Amazon has released two Fire Stick models that use its proprietary, Linux-based operating system, Vega OS. Previous Fire Sticks ran Fire OS, which is an Android fork based on the Android Open Source Project. One of the biggest differences between Vega OS and Fire OS is that the former doesn’t support sideloading.
It wasn’t surprising when Amazon released its first Vega OS-based Fire Stick. Although many tinkerers sideloaded apps, especially from the Google Play Store, for added functionality, sideloading had also become largely associated with streaming piracy, especially of sporting events.
For years, stakeholders, including UK soccer channel Sky Sports, England’s Premier League professional soccer league, and the world’s largest European soccer streamer, DAZN, blamed Fire Sticks for a lot of streaming piracy. In May 2025, a report from Enders Analysis, a media and telecommunications research firm, said that Fire Sticks enabled billions of dollars’ worth of streaming piracy.
Amazon no longer making new Fire Sticks with sideloading addressed that concern, particularly as streaming service providers like Amazon display heightened interest in live events to make ad sales.
Additionally, running its own Fire Stick OS gives Amazon greater control over the devices, including ensuring that users can’t circumvent ad placement on Fire Stick software—as well as supporting new features, including Amazon’s subscription and generative AI-based chatbot, Alexa+, and managing app support.
Malware threat
Yet, Aidan Marcuss, VP of Fire TV, advertising, and Appstore, didn’t mention these direct impacts of Vega OS when discussing motivation for the new software. In a recent interview, Or Goren, editor-in-chief of Cord Busters, a UK-based streaming news outlet, noted the negative reaction to Vega being a closed OS. Marcuss responded, per the publication, by saying that Vega OS was Amazon’s opportunity to “innovate and deliver more capabilities, even on the least expensive devices.”
He also said that making a platform around security and privacy was “sort of utmost in my mind.” The statement is somewhat ironic, considering Vega OS blocks custom launchers and other third-party apps that helped users avoid Amazon tracking and ads.
Goren asked whether Amazon had evidence that sideloaded devices caused users harm.

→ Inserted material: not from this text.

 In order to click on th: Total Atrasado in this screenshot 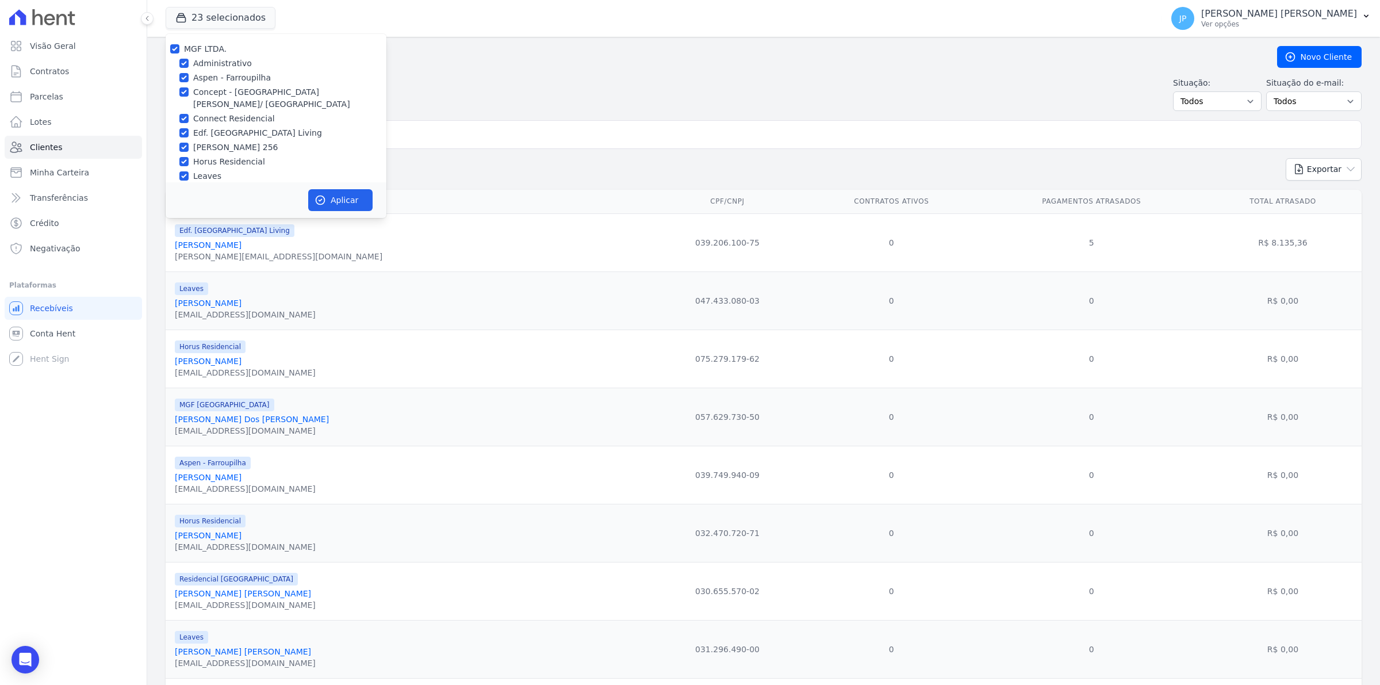, I will do `click(1283, 201)`.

“Apps that facilitate piracy, and other apps, can carry malware,” Marcuss responded. Marcuss also said that there is “a good amount of evidence that apps can carry unwanted code and behavior on them when they’re sideloaded.”
Marcuss didn’t provide specific examples of Fire Stick users being hurt by sideloaded apps. There are some potential examples, though. In 2025, Amazon claimed to blacklist (which blocked the apps from being sideloaded to Fire Sticks) four video streaming apps for malicious behavior. At the time, AFTVnews reported that two of the apps served as residential proxy providers and were considered riskware, and that the other two had APK files that were flagged by virus-scanning tools. Safari and Chrome also flagged one of the apps’ official websites, the publication reported. And in 2018, a botnet that infected Android devices with cryptocurrency-mining malware appeared on some Fire Sticks, per discussion on XDA Forums.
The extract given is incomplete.